Okay with reguard's to optimizing updates with respect to Maximum Transmision Unit Size (MTU) you are going to want to stuff as many bits into a packet as possible to minimize number of packets sent accross the line. It should be noted that if your master machine (one which gets updates first) updates slowly you may decide to not wait for enough data to completely to reach MTU but to rather update the slave machine (machine your backing data up on). So as an example your logic may look something like this (in pseudo code)

while(keep_updating){

    if(new_data_size == (MTU - x)){  //really approximately equal to but smaller then the MTU 
      send_update_packet();

     }else if(count_time > max_wait_time){ // this will have to deal with min latency 
                                           // discussed below
         send_update_packet();
     }
   count_time++;  
}

Now the above examples is very dumb downed if this is something that your actuallly writing I assume it will be at the kernel level (not necessarily but nonetheless) this will more then likely be a single thread while the rest of you service is doing other thing's in each thread.

Now In terms of latency or lag time this is more specifically addressed as network delay something in a p2p situation you most likely don't have control of as it requires specific service agreement's with an ISP. However the sum of these parts will give an approximation of latency in general terms. ie. the time it takes from send_update_packet(); until the slave machine receives the packet and your hook in the kernel/OS where you actual record the new updates. Anyway's these will be the delay that are of interest to you

 Processing delay - time routers take to process the packet header
 Queuing delay - time the packet spends in routing queues
 Transmission delay - time it takes to push the packet's bits onto the link
 Propagation delay - time for a signal to reach its destination

... now as to which protocol you should choose again very dependent if you plan for the two machines to be talking all the time tcp may be your best it will prevent you from atleast ensuring that packet's are not lost (a luxury UDP handles at protocol's higher in the stack). If you expect updates to be more spread apart you will want to avoid TCP simply because of the TCP handshake process of opening a connection which will require 3x(the sum of delay's mentioned above) where as udp will allow you to send the packet's write away and then wait for a response on the same socket ensuring the packet was received correctly if you don't get a responce within time x retry.

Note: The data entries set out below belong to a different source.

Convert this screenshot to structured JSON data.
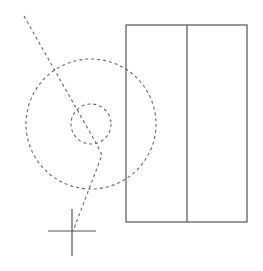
{
  "diagram": {
    "width": 263,
    "height": 271,
    "background": "#ffffff",
    "colors": {
      "solid_stroke": "#555555",
      "dashed_stroke": "#666666",
      "crosshair_stroke": "#555555"
    },
    "rectangle": {
      "x": 126,
      "y": 25,
      "width": 121,
      "height": 197,
      "divider_x": 187
    },
    "outer_circle": {
      "cx": 91,
      "cy": 124,
      "r": 65
    },
    "inner_circle": {
      "cx": 91,
      "cy": 124,
      "r": 20
    },
    "dashed_path": {
      "points": [
        [
          24,
          16
        ],
        [
          96,
          143
        ],
        [
          102,
          155
        ],
        [
          73,
          231
        ]
      ]
    },
    "crosshair": {
      "cx": 72,
      "cy": 231,
      "h_from": 48,
      "h_to": 96,
      "v_from": 209,
      "v_to": 256
    }
  }
}
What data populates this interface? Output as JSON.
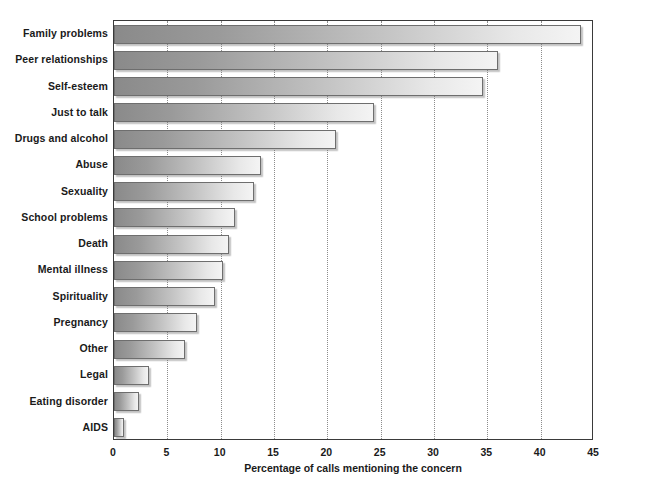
{
  "chart_data": {
    "type": "bar",
    "orientation": "horizontal",
    "title": "",
    "xlabel": "Percentage of calls mentioning the concern",
    "ylabel": "",
    "xlim": [
      0,
      45
    ],
    "xticks": [
      0,
      5,
      10,
      15,
      20,
      25,
      30,
      35,
      40,
      45
    ],
    "xtick_labels": [
      "0",
      "5",
      "10",
      "15",
      "20",
      "25",
      "30",
      "35",
      "40",
      "45"
    ],
    "grid": "vertical-dotted",
    "legend": "none",
    "categories": [
      "Family problems",
      "Peer relationships",
      "Self-esteem",
      "Just to talk",
      "Drugs and alcohol",
      "Abuse",
      "Sexuality",
      "School problems",
      "Death",
      "Mental illness",
      "Spirituality",
      "Pregnancy",
      "Other",
      "Legal",
      "Eating disorder",
      "AIDS"
    ],
    "values": [
      43.8,
      36.0,
      34.6,
      24.4,
      20.8,
      13.8,
      13.1,
      11.3,
      10.8,
      10.2,
      9.5,
      7.8,
      6.7,
      3.3,
      2.3,
      0.9
    ]
  },
  "colors": {
    "bar_gradient_start": "#8a8a8a",
    "bar_gradient_end": "#f4f4f4",
    "bar_border": "#6e6e6e",
    "axis": "#3a3a3a",
    "gridline": "#8c8c8c",
    "text": "#1a1a1a",
    "background": "#ffffff"
  }
}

As per the answer @EJP provided most of the time programers do not need to worry about this but at some level there are people worrying about this specifically in the cases of disaster management for Database server's and area like this where it is crucial that the DB's are as close to insync at all time's ... non the less that's my two sense after writing some kernel code last year that handle that specific problem Hope it helps!